Editorial: Using NVIDIA On Linux For The First Time In 10 Years

Written by Eric Griffith in Display Drivers on 26 November 2016 at 09:27 AM EST. Page 1 of 2. 128 Comments.

Anyone who read any number of my reviews from a few years ago, when I interned here at Phoronix, should know that I have been a fan of AMD and their open source efforts for a very long time. I remember the years of trying to get Catalyst to work under Arch or Fedora, usually only to have it blow up in my face. I remember the struggle holding back kernel and X server updates, hoping that none of those updates contained security fixes that were pertinent to me.

And then AMD announced their open source efforts, and it all got magically better and everything was perfect, right? Well not quite. It did get better, yes, but not perfect.
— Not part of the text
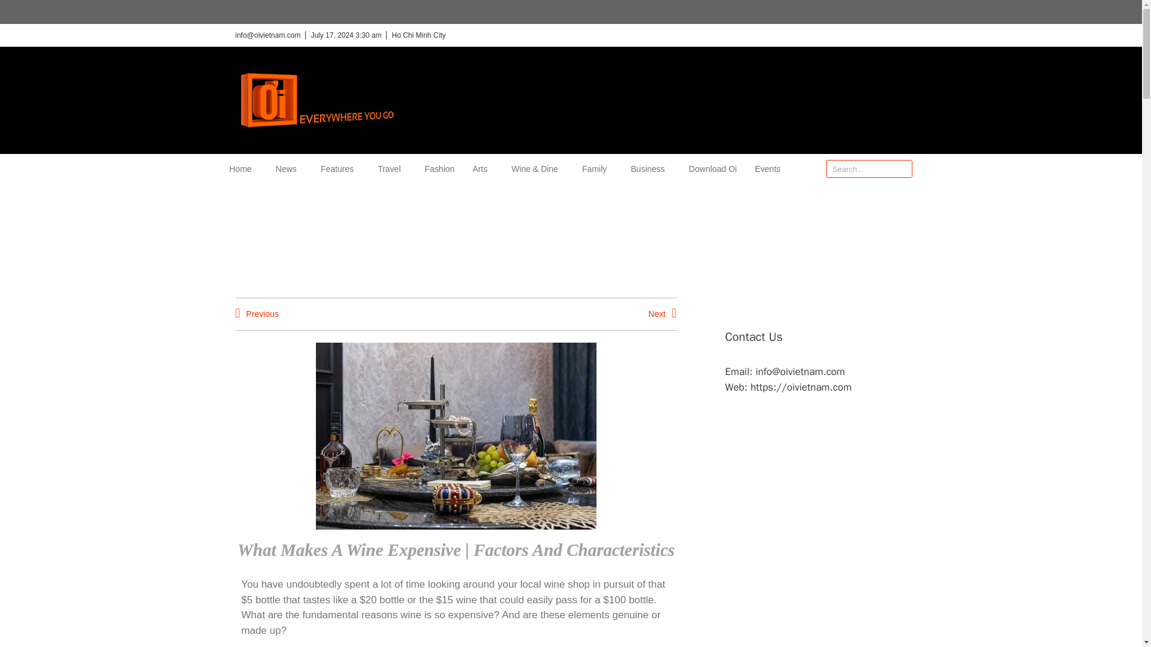  Describe the element at coordinates (651, 169) in the screenshot. I see `Business` at that location.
Certain cards would regress quite regularly, there were any number of inefficiencies in the driver that would cripple high end cards, and certain features (such as reclocking) took far too long to get into people’s hands. Even today, simple features like HDMI Audio are held up behind the massive DAL patch set for the latest cards.

While all this was happening, Nvidia continued to quietly plug away at their own card, and their own driver. They didn’t -really- support Nouveau, at least not in the way that people want, instead choosing to focus on their closed source stack. And, if the last few years of benchmarks from Phoronix are any indicator, they were quite successful at getting their driver working well.
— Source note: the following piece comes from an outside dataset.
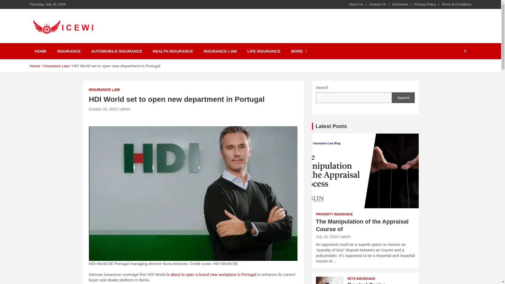 This screenshot has width=505, height=284. Describe the element at coordinates (56, 66) in the screenshot. I see `Insurance Law` at that location.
If you are reading this article, on this website, I can safely assume two things about you: You use Linux, and you probably play games. That won’t cover everyone, but it will cover enough of you. I know that I certainly fit into that stereotype. And like so many others, my solution to gaming was dual booting*; I had Windows 10 for my gaming needs, and Linux for when I wanted to get real work done.

Could I have gotten real work done on Windows? Absolutely, but I didn’t want to. Could I have gamed on Linux? Eeeeeeh? Kind of. I had an R9 290, which is a decently powerful card, but the drivers weren’t quite up to scratch. Certain games worked well, certain ones only worked on absolute minimum settings, and certain games just blew up in my face any time I would run them, or at least they did for a very long time post-launch. Shadows of Mordor, I am looking at you.

And then Michael made a very gracious offer. During a conversation he offered to send an RX 480 or a GTX 1060 my way in order for me to test out either A) the new AMDGPU driver, or B) to see how the other half lives. I opted for the 1060. I wanted to see how the other half lived, was the grass truly greener? In some ways yes. In some ways no. (See for more details via GTX 1060 vs. RX 480 - The ~$200 GPU Decision For Linux Gamers – a very polarizing decision with more than 150 comments so far.)

Given that Fedora is my preferred Linux distribution, and there is special attention being paid to the Nvidia driver situation this cycle, all of my testing was done there.

So what is the default situation like for the user of an Nvidia 1060? Not so great under Nouveau. Without the signed firmware being available to the open source developers, you are left with a minimum-resolution desktop and no 3D acceleration of any kind-- a bit of an issue for the default Gnome 3 desktop.